Side A: overview.

Lid: overview.

Side B: two erotes fighting.

Side B: woman playing the trigonon (lyre). On the wall, wreath. On the flo...

Side B: woman seated in a stool with sceptre.

Side B: woman standing at right.

Collection: Martin von Wagner Museum, University of Würzburg
Summary: Side A: Bride sitting on a couch, with Eros, Aphrodite and woman. Side B: two Erotes wrestling, Aphrodite and women
Ware: Attic Red Figure
Painter: Attributed to the Washing Painter
Context: From Attica
Date: ca. 430 BC - ca. 420 BC
Dimensions:

H. (with lid) 0.136 m.

Primary Citation: ARV2, 1133, 196; 1684; Beazley Addenda 1, 163; Beazley Addenda 2, 333.
Shape: Pyxis with lid
Beazley Number: 215006
Region: Attica
Period: Classical


Condition:

Several fragments are missing in most of the figures. The glaze is worn almost completely.

Decoration Description:

Nuptial scene. On side A, a bride in the center of the scene sitting in a kline, and an Eros coming from left flying to assist her. At left Aphrodite is standing looking at the bride. On the other side of the bride, at right, a woman is coming toward the couch bringing a loutrophoros, the vase used in the marriages for the bride's bath. The bride is dressed with a pleated belted peplos, and her hair is tied up in a wide white band dotted in black. Aphrodite is shown at the moment of putting a veil over her head.

On side B, in the middle of the scene two Erotes are fighting in the presence of three women or goddesses.
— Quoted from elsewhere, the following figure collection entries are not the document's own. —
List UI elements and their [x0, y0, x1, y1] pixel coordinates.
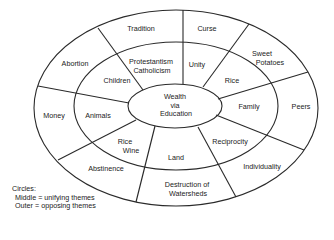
spoke-destruction-abstinence [136, 126, 155, 202]
center-label: Wealth via Education [160, 92, 192, 118]
middle-label-animals: Animals [85, 111, 111, 120]
outer-label-money: Money [43, 111, 65, 120]
middle-label-protestantism-catholicism: Protestantism Catholicism [129, 57, 175, 75]
middle-label-children: Children [104, 76, 131, 85]
middle-label-land: Land [168, 153, 184, 162]
outer-label-individuality: Individuality [243, 162, 281, 171]
outer-label-sweet-potatoes: Sweet Potatoes [252, 49, 285, 67]
spoke-money-abortion [38, 86, 129, 103]
middle-label-family: Family [238, 102, 260, 111]
middle-label-rice: Rice [225, 76, 239, 85]
outer-label-destruction-of-watersheds: Destruction of Watersheds [165, 180, 211, 198]
outer-label-abortion: Abortion [62, 59, 89, 68]
legend: Circles: Middle = unifying themes Outer … [12, 185, 96, 211]
legend-outer-line: Outer = opposing themes [12, 202, 96, 211]
outer-label-peers: Peers [292, 102, 311, 111]
middle-label-unity: Unity [189, 60, 206, 69]
outer-label-curse: Curse [197, 24, 216, 33]
middle-label-rice-wine: Rice Wine [118, 137, 139, 155]
outer-label-abstinence: Abstinence [88, 164, 124, 173]
outer-label-tradition: Tradition [127, 24, 155, 33]
middle-label-reciprocity: Reciprocity [212, 137, 248, 146]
The female figures hold a special variety of umpire's staff (rhabdos; not a spear). One of them, at right, is sitting in a klismos, and therefore may be identified as Aphrodite; she has also this kind of staff leaning on her shoulder. The women may also be the Moirai, according to Simon. Behind the seated woman, is standing another (perhaps identified as Peitho?). Behind her another woman is seated, playing the trigonon, a three-cornered greek harp. On the wall is hanging a wreath and on the floor, a basket sits.
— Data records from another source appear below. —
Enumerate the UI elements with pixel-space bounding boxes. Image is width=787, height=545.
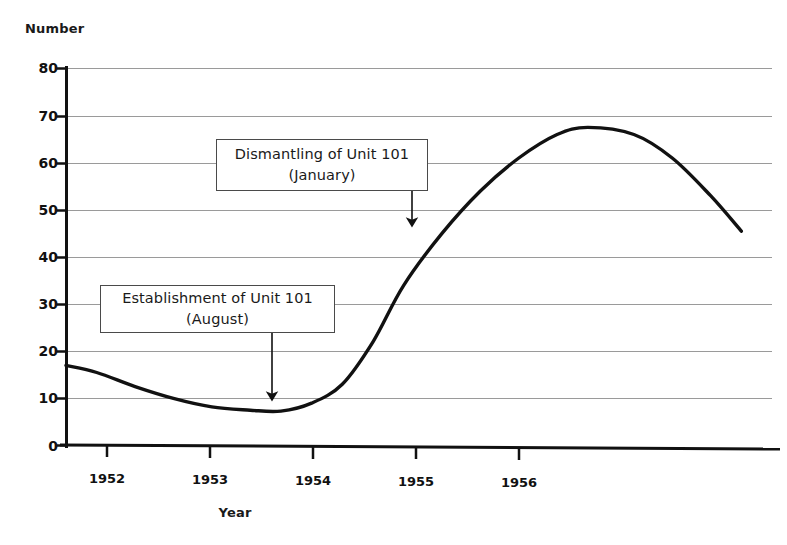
annotation-establishment-line1: Establishment of Unit 101	[122, 288, 313, 309]
line-chart: Number Year 80 70 60 50 40 30 20 10 0 19…	[0, 0, 787, 545]
annotation-dismantling-line1: Dismantling of Unit 101	[235, 144, 409, 165]
annotation-box-dismantling: Dismantling of Unit 101 (January)	[216, 139, 428, 191]
annotation-box-establishment: Establishment of Unit 101 (August)	[100, 285, 335, 333]
annotation-dismantling-line2: (January)	[288, 165, 355, 186]
chart-curve-layer	[0, 0, 787, 545]
annotation-establishment-line2: (August)	[186, 309, 249, 330]
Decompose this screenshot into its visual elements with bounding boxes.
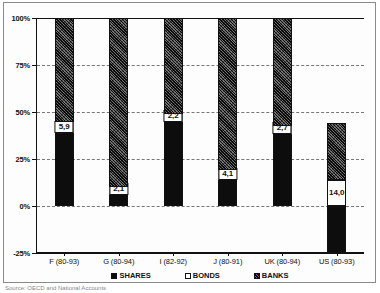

The scene is a typical scene of a bride getting ready for her wedding. As she ties up her hair (or perhaps unties her hair to take a bath) she thinks of her upcoming marriage. While she is thinking of love, Eros comes to her bed to assist her. Aphrodite is there veiling (or unveiling) herself like a bride. A woman belonging to real life brings water in a loutrophoros to the bride for her bath. On the other side of the vase, Simon suggests that the two Erotes wrestling in the middle of the scene represent the struggling feelings of the bride, between love of marriage and love of maidenhood. The goddesses assisting the fighting could be the Moirai according to Simon. The seated woman could be Aphrodite and the woman behind her Peitho, goddesses related to love, seduction and destiny, all elements present in an event like a wedding. The three-cornered harp, the trigonon, occurs much less frequently on Attic vases than the lyre or the kythara, but it was apparently in favor in the late fifth and the fourth century B.C.

The Washing Painter, so called from his pictures of women washing on small hydriai and pelikai, also decorated several large nuptial vases and loutrophroi with wedding scenes

Shape Description:

The pyxis was a vessel for jewelery and was a common gift for a wedding

Sources Used:

Richter 1958; Simon 1975b, 144; M. Robertson 1975, pl. 132b; LIMC, II, pl. 126, s.v. Aphrodite n. 1251; III, pl 629, s.v. Eros 388.

Other Bibliography:

Buschor, AM 71, 1956, 205; Beil. 115, 2; 116,2;Greifenhagen 1957, 42, fig. 31-33; Simon, AK 15 (1972) pl. 6, 1-3; CVA, 2, pls. 33.4, 34.1-5, 35.1-8; Roberts 1978, pl 76.1; Scheibler 1983, 45, fig. 44; Paquette 1984, 201, H13; Hesp. 53 (1984) pl. 64b.